I've already written on how the winds of anti-austerity are blowing across eurozone. Unions are rightly demanding more action needs to be taken on creating jobs but they refuse to compromise on important cutbacks.

The internal strife in Europe's peripheral economies have been festering for a long time. You don't need to have a PhD in economics or political science to see how mindless austerity threatens eurozone and the global economy. Europe very well might be in throes of a decade long deleveraging that Paul Desmarais Jr. recently warned about, but policy mistakes will make it a lot worse.

Fearing the worst, the head of the IMF, Christine Lagarde, came out to publicly on Saturday to state that eurozone needs common finance minister:

The euro zone needs a common finance minister and should consider issuing region-wide bonds to help pull it out of its economic crisis, said International Monetary Fund head Christine Lagarde.

"What is needed is a collective determination to advance towards a key stage in the development of the euro zone," Lagarde told daily Liberation in an interview published on Saturday.

"We have to go beyond monetary union to bring together budgetary policies, also with supervisory instruments for the financial sector in the wider sense and with mechanisms for resolving banking crises. All this would be under a euro zone authority and not national central banks."

Mindful of the deepening crisis, EU leaders are meeting at a June 28-29 summit where they are expected to draw up a roadmap to fiscal union, but Lagarde's suggestions could raise eyebrows in Berlin.

Germany, which as Europe's paymaster has shouldered the lion's share of the bloc's bailouts, insists fiscal union must be implemented before it would even consider more radical changes such as common bonds that would expose it to further fallout from the crisis.

"My view is that within a short period, perhaps less than three months, it is necessary for the Europeans, particularly within the euro zone, to give strong indications on their collective willingness to reinforce their monetary union," said Lagarde.

Speaking as Greeks prepared to vote in an election that will shape the euro zone's future, Lagarde said it was important to raise the idea of a European treasury able to issue debt for the whole of the euro zone.

"This can't be done overnight but it is important to assert this collective principle," she said.

Differences between the euro zone's biggest economies Germany and France - notably over joint euro zone bond issuance - have fuelled tensions ahead of the Greek ballot.

Central banks have indicated they are prepared to intervene if there is turmoil on markets following the vote, and the euro zone crisis will dominate talks between the world's top economies in Mexico next week.

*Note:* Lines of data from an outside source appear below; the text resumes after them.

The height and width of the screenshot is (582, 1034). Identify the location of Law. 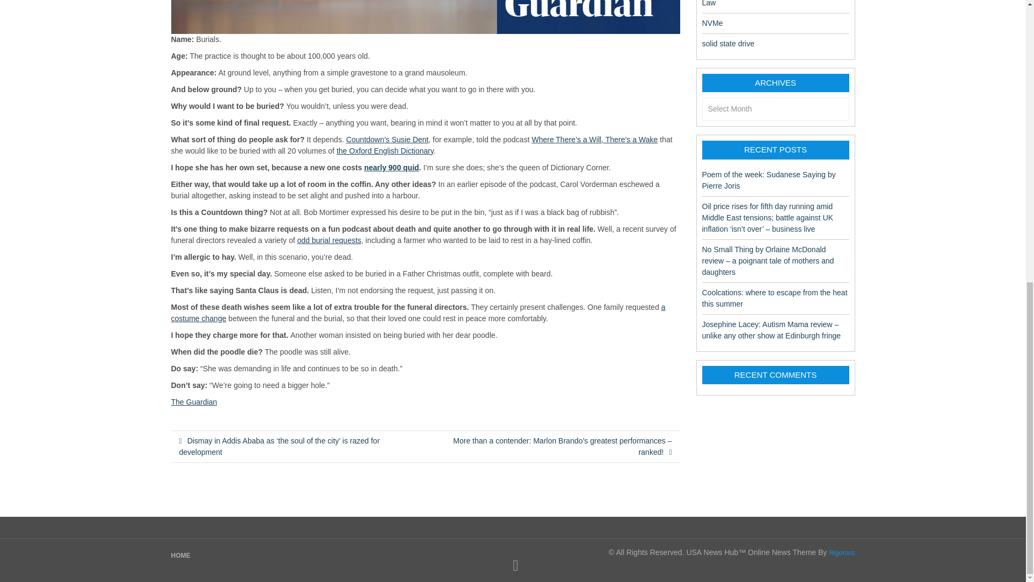
(709, 3).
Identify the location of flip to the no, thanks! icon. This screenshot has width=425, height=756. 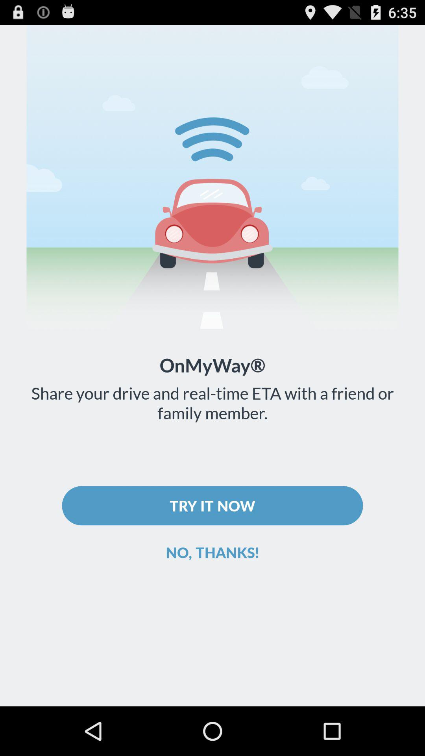
(213, 552).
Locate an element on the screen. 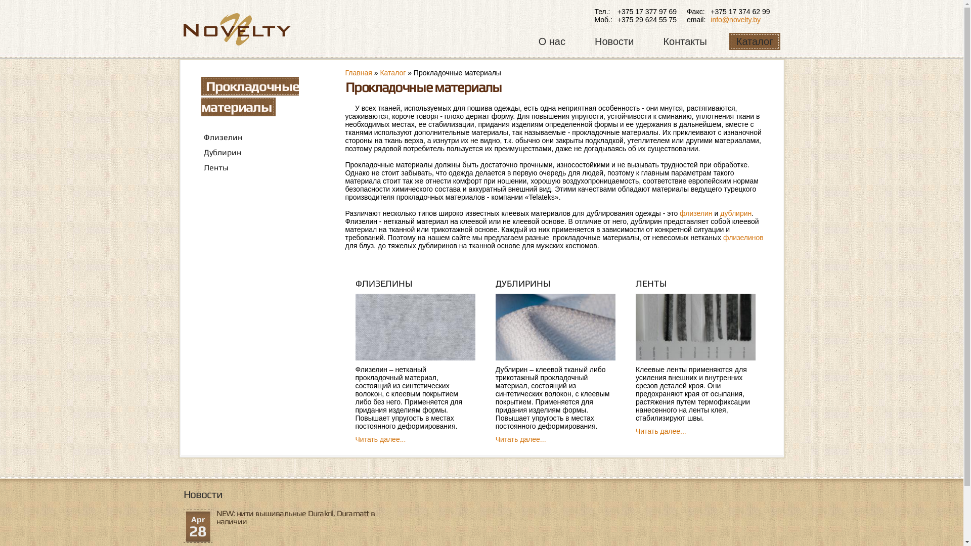  Skip to main content is located at coordinates (461, 1).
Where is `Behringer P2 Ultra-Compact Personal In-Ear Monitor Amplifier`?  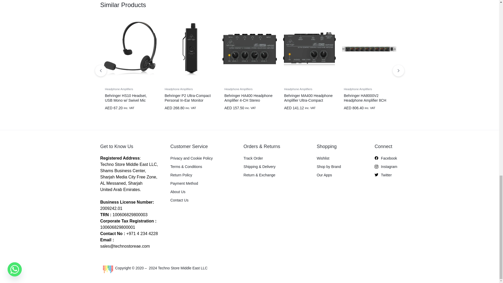 Behringer P2 Ultra-Compact Personal In-Ear Monitor Amplifier is located at coordinates (190, 49).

Ms. Lagarde joins a chorus of financial elites that include George Soros and Joe Stiglitz, all calling for more fiscal integration in Europe. The biggest hurdle to this is German people who in public polls express a stubborn refusal to integrate with their 'profligate' southern neighbors.

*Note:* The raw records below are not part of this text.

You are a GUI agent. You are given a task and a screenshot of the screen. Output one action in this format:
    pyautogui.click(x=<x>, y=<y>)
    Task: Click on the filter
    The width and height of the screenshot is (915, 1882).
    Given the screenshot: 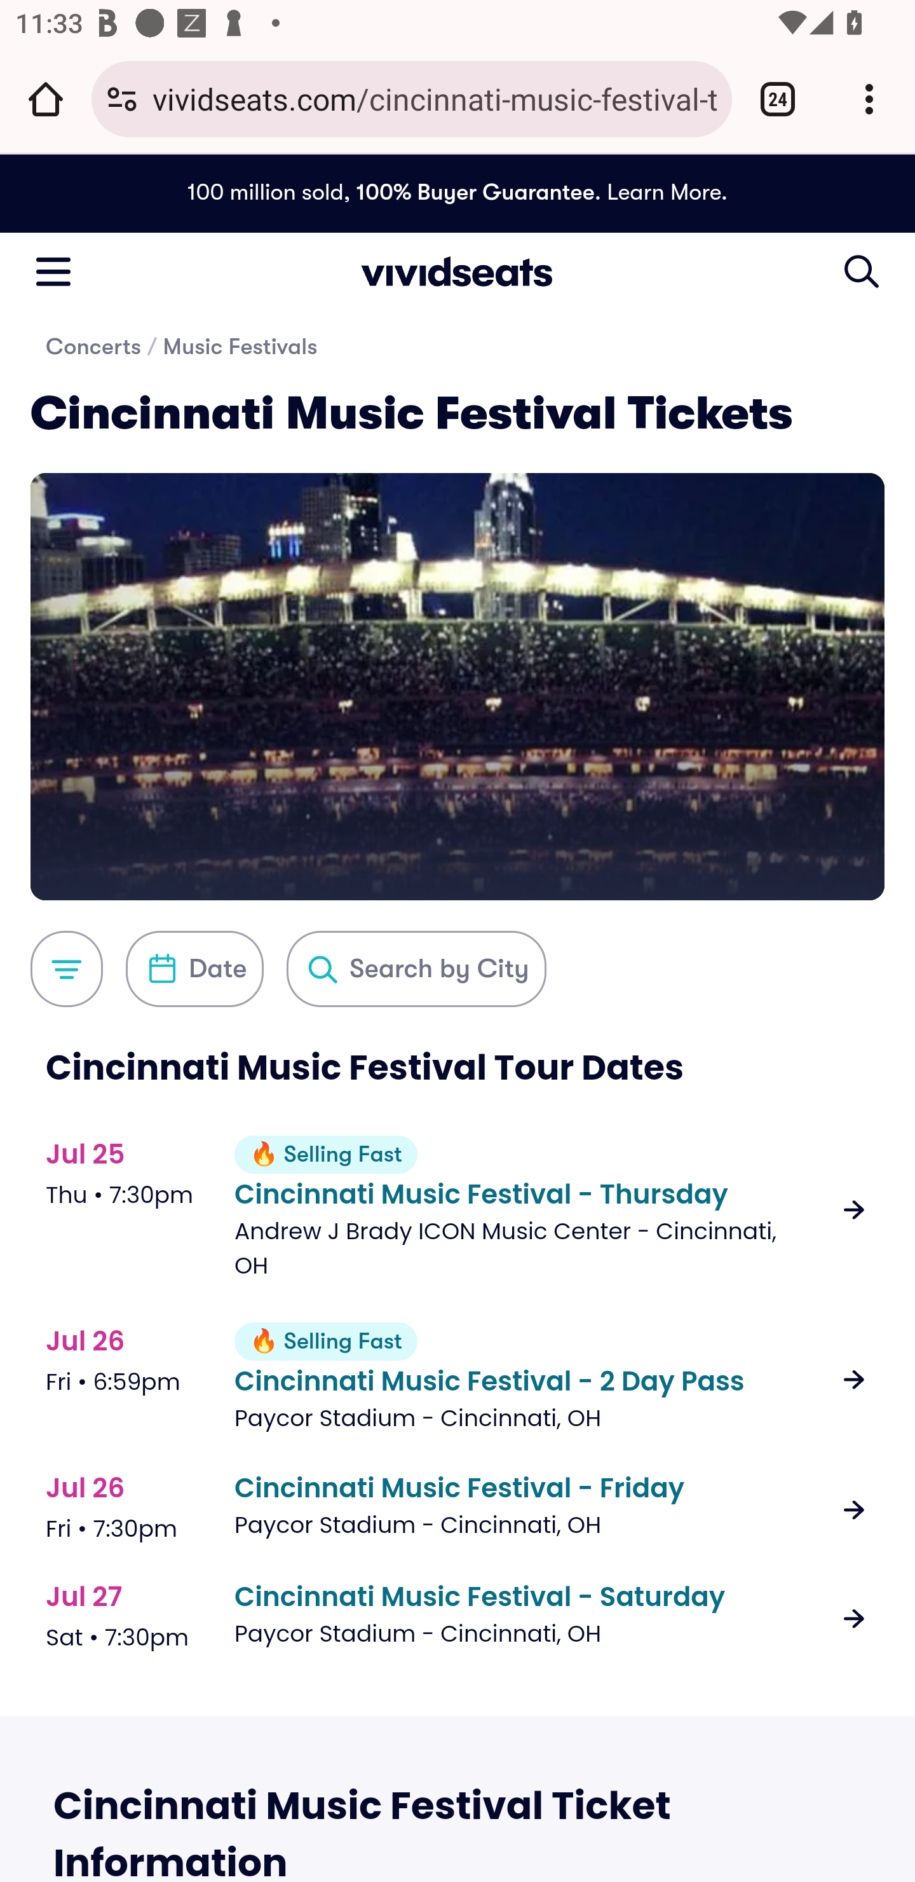 What is the action you would take?
    pyautogui.click(x=416, y=969)
    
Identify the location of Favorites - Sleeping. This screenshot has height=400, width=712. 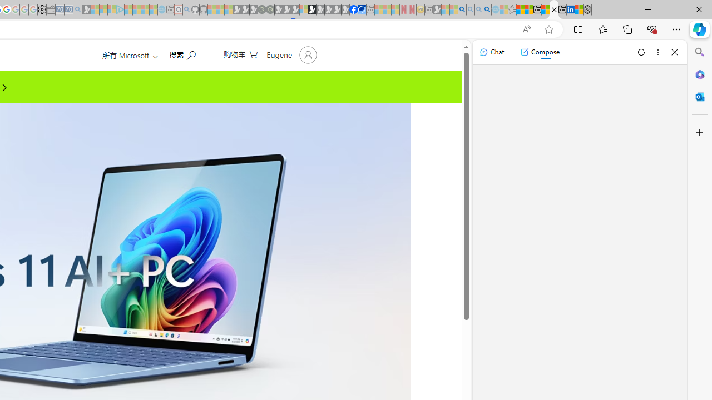
(512, 10).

But I think it's high time we end Germany's illusions and remind Germans that they benefited the most from this common union. They now have a difficult choice to make, either be part of a real union which requires shared burden on the fiscal front, or watch eurozone unravel, implode, and threaten the entire global economy.

I'm convinced that the global power elite aren't going to let the world implode. There is simply too much at stake if they do. But I also know that the power elite are grossly incompetent and their mindless austerity has brought us once again on the verge of global collapse. It's time elites wake up and realize that the unemployment crisis, not the debt problem, is what ultimately threatens global prosperity and peace.

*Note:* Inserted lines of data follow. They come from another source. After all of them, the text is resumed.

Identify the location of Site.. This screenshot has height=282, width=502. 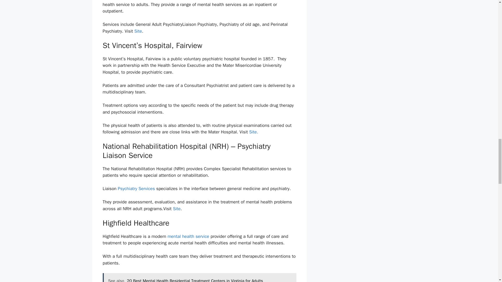
(254, 132).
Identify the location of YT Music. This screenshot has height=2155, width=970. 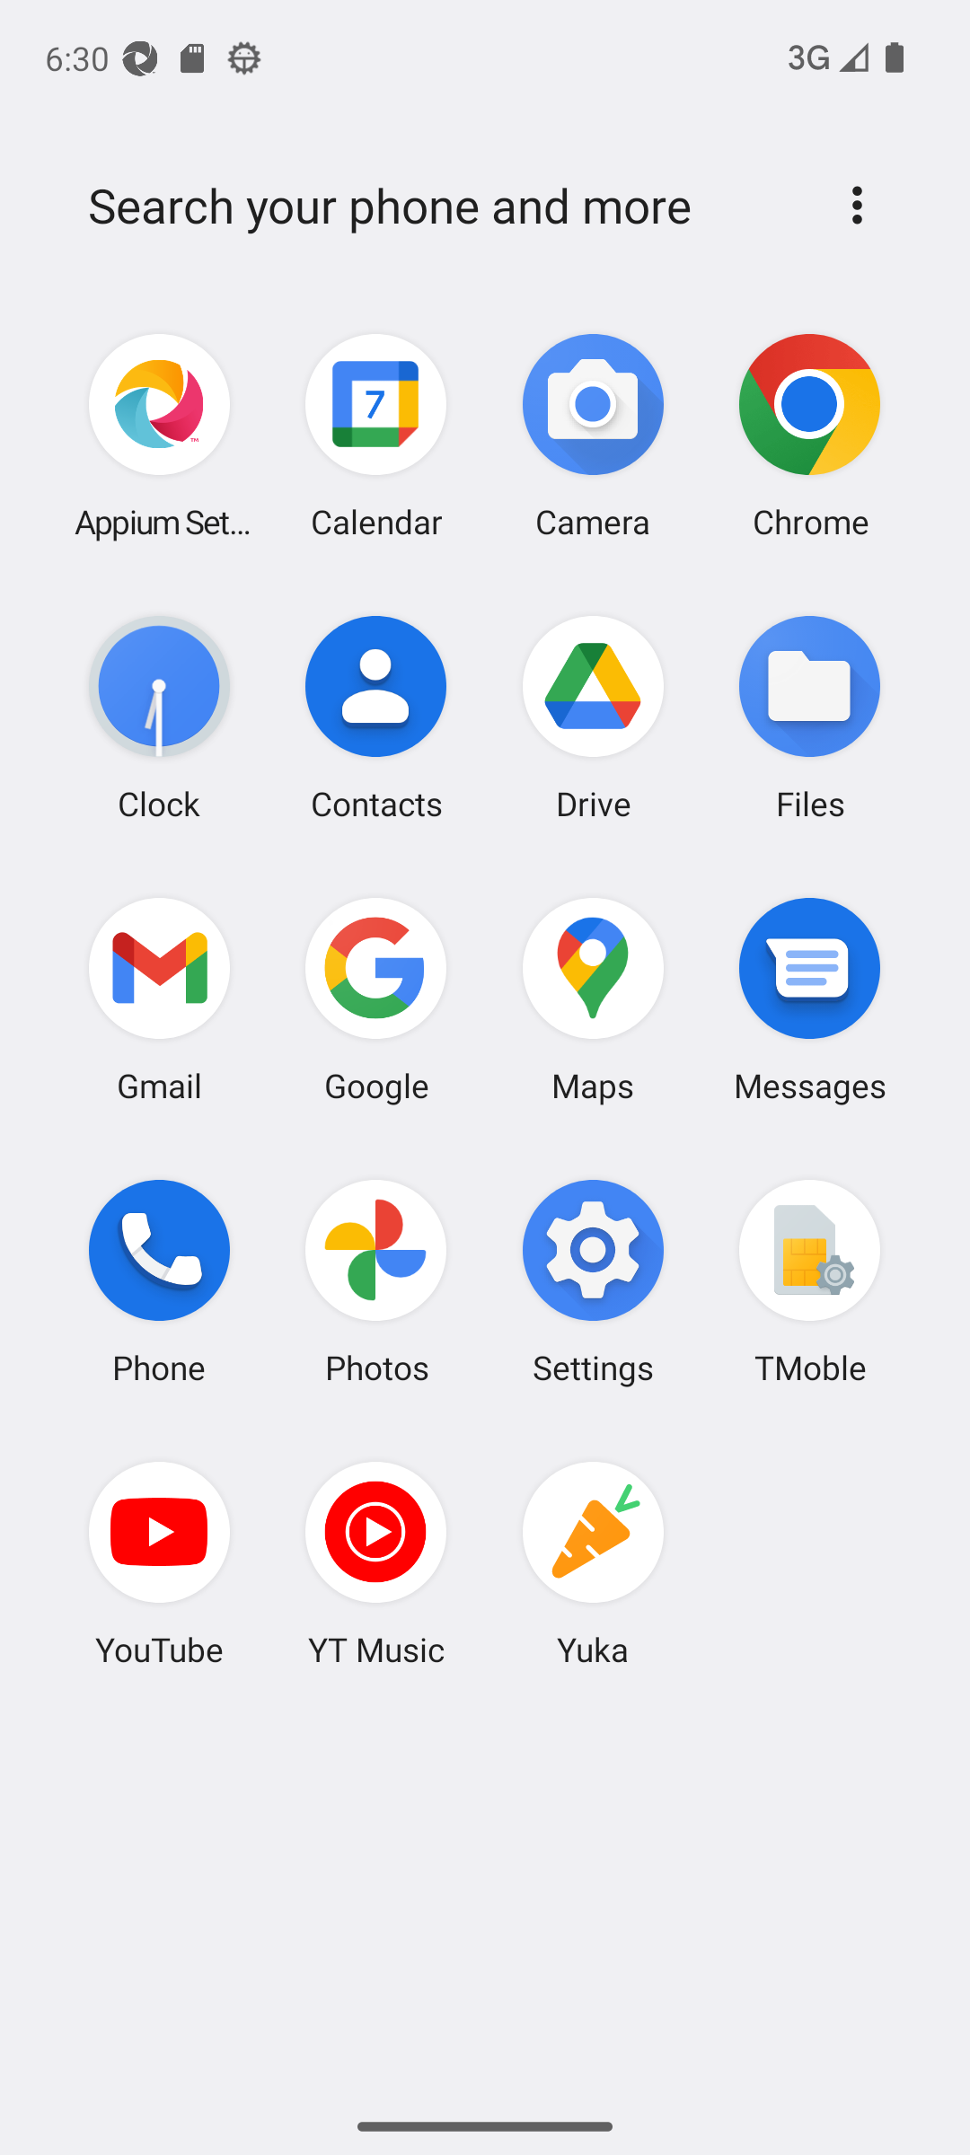
(376, 1563).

And don't kid yourselves. If Grexit happens, which I still doubt, eurozone is finished and Europe's political elites will be exposed in the annals of history as the greatest fools ever to lead Europe, giving euro skeptics like Nigel Farage more ammunition to keep attacking the union. Below, Mr. Farage exposes the myth of Spanish fly and warns of "looming impending disaster." Let's all hope he's dead wrong.